7 MAY 1948, Page 13

CONTEMPORARY ARTS

THE THEATRE Ir was perhaps no accident that Ruritania was invented by an Englishman. Earlier writers than Anthony Hope had imagined fabulous kingdoms and chimerical republics. Some aimed at sym- bolism, others at satire: others again—like the creator of Tarzan in his now forgotten novels about Mars—were simply carried away by the exuberance of their fancy into what was in effect a kind of

disciplined doodling. But it was Anthony Hope who—himself merely _seeking a contemporary setting for high romance—added to the polity of Europe a province which his compatriots were to make peculiarly their own.

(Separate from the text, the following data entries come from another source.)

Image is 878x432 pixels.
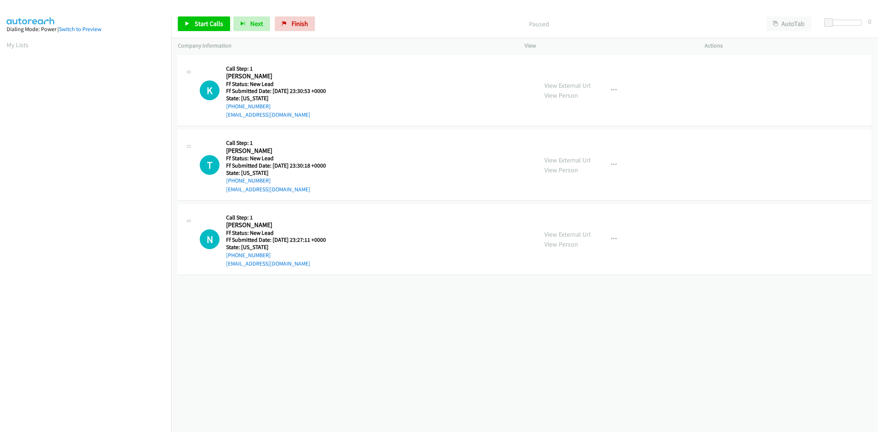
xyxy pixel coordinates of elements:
a: [EMAIL_ADDRESS][DOMAIN_NAME] [226,111,310,118]
a: View External Url [544,81,591,90]
iframe: Dialpad [7,56,171,404]
h5: Call Step: 1 [226,65,335,72]
h5: Ff Submitted Date: [DATE] 23:30:18 +0000 [226,162,335,169]
a: Switch to Preview [59,26,101,33]
div: The call is yet to be attempted [200,229,220,249]
div: The call is yet to be attempted [200,80,220,100]
a: Start Calls [178,16,230,31]
h1: T [200,155,220,175]
p: View [525,41,692,50]
span: Finish [292,19,308,28]
h5: State: [US_STATE] [226,95,335,102]
h5: Ff Submitted Date: [DATE] 23:27:11 +0000 [226,236,335,244]
button: AutoTab [766,16,812,31]
h5: Call Step: 1 [226,214,335,221]
a: My Lists [7,41,29,49]
h5: Ff Status: New Lead [226,80,335,88]
h1: N [200,229,220,249]
a: [PHONE_NUMBER] [226,252,271,259]
h2: [PERSON_NAME] [226,221,335,229]
h2: [PERSON_NAME] [226,72,335,80]
a: [PHONE_NUMBER] [226,103,271,110]
h5: State: [US_STATE] [226,169,335,177]
div: Delay between calls (in seconds) [828,20,862,26]
div: The call is yet to be attempted [200,155,220,175]
a: Finish [275,16,315,31]
a: [EMAIL_ADDRESS][DOMAIN_NAME] [226,186,310,193]
div: 0 [868,16,872,26]
h2: [PERSON_NAME] [226,147,335,155]
a: View Person [544,91,578,100]
a: View External Url [544,156,591,164]
p: Actions [705,41,872,50]
a: View Person [544,240,578,248]
h5: Ff Submitted Date: [DATE] 23:30:53 +0000 [226,87,335,95]
a: [PHONE_NUMBER] [226,177,271,184]
div: Dialing Mode: Power | [7,25,165,34]
span: Start Calls [195,19,223,28]
span: Next [250,19,263,28]
p: Company Information [178,41,512,50]
h5: Ff Status: New Lead [226,155,335,162]
button: Next [233,16,270,31]
h1: K [200,80,220,100]
a: View Person [544,166,578,174]
h5: Call Step: 1 [226,139,335,147]
a: [EMAIL_ADDRESS][DOMAIN_NAME] [226,260,310,267]
a: View External Url [544,230,591,239]
h5: Ff Status: New Lead [226,229,335,237]
p: Paused [325,19,753,29]
h5: State: [US_STATE] [226,244,335,251]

Duels and duets, carnivals and coups d'etat, sly digs at Certain Powers and empirical essays in political theory— all the things that couldn't happen here happened there. Ruritania

was a sort of common on which the English Pegasus could always be turned out to graze. Lotavarnie, where the action of Royal Circle takes place, is a long, long way from the land of the Elphbergs. Its mountains have conferred on it, as on Tibet, immunity from major wars ; but the discovery in them of a substance whose products will reduce those of uranium to the status of mere drawing-room fireworks focuses upon it the limelight of international attention. The delegates of the Eastern, the Western and the Middle Powers intrude their rivalries into the Summer Palace where King Marcus is on holiday ; and the sudden conversion of a European backwater into the world's back-room is examined facetiously and at length. The result is curiously lifeless. All the good old ingredients are there—the jokes- about foreigners, the jokes about Englishmen, the jokes about Royalty ; and behind them there is, in Lotavarnie's paradoxical pre- dicament, a potentially interesting and comic situation. The play is obviously meant to be funny ; it obviously could be funny ; it is, in fact, inexorably dull.

Dame T .ilian Braithwaite as the Queen Mother, Miss Meriel Forbes as the King's mistress and Miss Jessica Spencer as the attractive Foreign Office delegate with whom the King falls in love all do their charming and skilful best to save us from boredom. But something incurably jejune in the texture of the play defeats their efforts, and even Sir Ralph Richardson cannot enlist more than a passing interest in a King who has no existence off the West End stage and precious little on it. Rupert of Hentzau could have eaten the whole cast for breakfast. PETER FLEMING.